The Missouri River, the reason for the location of the town, brought other things as well: granite, grain, steel, hides, and the men who raised and built and transported them. Downtown Sioux City featured the best restaurants and hotels in the region. The warehouses of Lower Fourth Street, on the edge of downtown, were the center of vice—mostly the liquid kind—for a hundred miles around. The workingmen’s homes stretched into the hills carved by the river and its tributaries, punctuated by Catholic and Orthodox churches for the mainly Eastern European immigrants building the city one stone at a time. On a bluff sat the octagon, an old steamboat captain’s house, built so he could watch the river.
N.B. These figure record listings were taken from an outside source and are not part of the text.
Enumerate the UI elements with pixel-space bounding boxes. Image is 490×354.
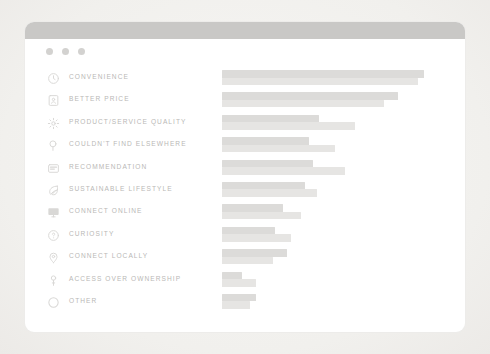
maximize-dot[interactable] xyxy=(78,48,85,55)
bar-secondary xyxy=(222,122,355,130)
chart-row-label: SUSTAINABLE LIFESTYLE xyxy=(69,185,173,192)
chart-row-bars xyxy=(222,70,424,85)
bar-secondary xyxy=(222,167,345,175)
browser-title-bar xyxy=(25,22,465,39)
chat-card-icon xyxy=(47,162,60,175)
monitor-icon xyxy=(47,206,60,219)
chart-row-bars xyxy=(222,182,317,197)
minimize-dot[interactable] xyxy=(62,48,69,55)
chart-row-label: OTHER xyxy=(69,297,97,304)
search-icon xyxy=(47,139,60,152)
bar-secondary xyxy=(222,212,301,220)
close-dot[interactable] xyxy=(46,48,53,55)
bar-primary xyxy=(222,227,275,235)
chart-row: COULDN'T FIND ELSEWHERE xyxy=(25,137,465,159)
chart-row: CONVENIENCE xyxy=(25,70,465,92)
bar-secondary xyxy=(222,100,384,108)
bar-primary xyxy=(222,70,424,78)
bar-secondary xyxy=(222,279,256,287)
bar-secondary xyxy=(222,257,273,265)
bar-primary xyxy=(222,204,283,212)
chart-row: CONNECT ONLINE xyxy=(25,204,465,226)
chart-row-bars xyxy=(222,272,256,287)
chart-row-bars xyxy=(222,227,291,242)
chart-row-label: RECOMMENDATION xyxy=(69,163,147,170)
bar-secondary xyxy=(222,189,317,197)
browser-window: CONVENIENCEBETTER PRICEPRODUCT/SERVICE Q… xyxy=(25,22,465,332)
chart-row: PRODUCT/SERVICE QUALITY xyxy=(25,115,465,137)
bookmark-icon xyxy=(47,94,60,107)
chart-row-bars xyxy=(222,294,256,309)
chart-row-label: CONVENIENCE xyxy=(69,73,129,80)
bar-secondary xyxy=(222,78,418,86)
chart-row-label: PRODUCT/SERVICE QUALITY xyxy=(69,118,186,125)
key-icon xyxy=(47,274,60,287)
chart-row: CURIOSITY xyxy=(25,227,465,249)
bar-primary xyxy=(222,160,313,168)
chart-row-label: COULDN'T FIND ELSEWHERE xyxy=(69,140,187,147)
chart-row-label: CONNECT LOCALLY xyxy=(69,252,148,259)
chart-row-label: CONNECT ONLINE xyxy=(69,207,143,214)
bar-primary xyxy=(222,272,242,280)
chart-row-label: BETTER PRICE xyxy=(69,95,130,102)
horizontal-bar-chart: CONVENIENCEBETTER PRICEPRODUCT/SERVICE Q… xyxy=(25,70,465,316)
chart-row-bars xyxy=(222,137,335,152)
bar-secondary xyxy=(222,234,291,242)
chart-row-label: ACCESS OVER OWNERSHIP xyxy=(69,275,181,282)
chart-row: ACCESS OVER OWNERSHIP xyxy=(25,272,465,294)
bar-primary xyxy=(222,92,398,100)
leaf-icon xyxy=(47,184,60,197)
chart-row: CONNECT LOCALLY xyxy=(25,249,465,271)
chart-row-bars xyxy=(222,160,345,175)
gear-icon xyxy=(47,117,60,130)
chart-row-bars xyxy=(222,115,355,130)
bar-primary xyxy=(222,137,309,145)
circle-icon xyxy=(47,296,60,309)
page-frame: CONVENIENCEBETTER PRICEPRODUCT/SERVICE Q… xyxy=(0,0,490,354)
bar-primary xyxy=(222,249,287,257)
window-controls xyxy=(46,48,85,55)
chart-row-bars xyxy=(222,204,301,219)
chart-row: RECOMMENDATION xyxy=(25,160,465,182)
chart-row-bars xyxy=(222,249,287,264)
chart-row-bars xyxy=(222,92,398,107)
chart-row: OTHER xyxy=(25,294,465,316)
map-pin-icon xyxy=(47,251,60,264)
chart-row: SUSTAINABLE LIFESTYLE xyxy=(25,182,465,204)
bar-secondary xyxy=(222,145,335,153)
lightbulb-icon xyxy=(47,229,60,242)
bar-secondary xyxy=(222,301,250,309)
bar-primary xyxy=(222,182,305,190)
chart-row: BETTER PRICE xyxy=(25,92,465,114)
bar-primary xyxy=(222,115,319,123)
chart-row-label: CURIOSITY xyxy=(69,230,114,237)
bar-primary xyxy=(222,294,256,302)
clock-icon xyxy=(47,72,60,85)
On the highest hill, Rose Hill, were the mansions of the slaughter bosses and factory owners, built mostly of the rough-hewn Sioux Falls granite that was always being shipped down the river and moved out to the rest of the world.
Glenn Albertson grew up in a working-class neighborhood on the edge of Rose Hill, in the days when the factories were humming, the riverboats were running, and every ten blocks of closely built four-room houses and four-story apartment buildings felt like its own world. Glenn’s family moved often, but they always seemed to end up near Pierce Street, where the storefronts were feet from the road and often attached at the back to Victorian-era boardinghouses. In the 1950s, when Glenn was growing up, there were bakeries, barber-shops, and locally owned grocery stores on almost every corner. The kids played stickball, rode bikes, and walked to school, even in the brutally cold Sioux City winter. In the summer, they congregated on the sidewalk, watching the big color television in the window of Williams Television & Appliance Store.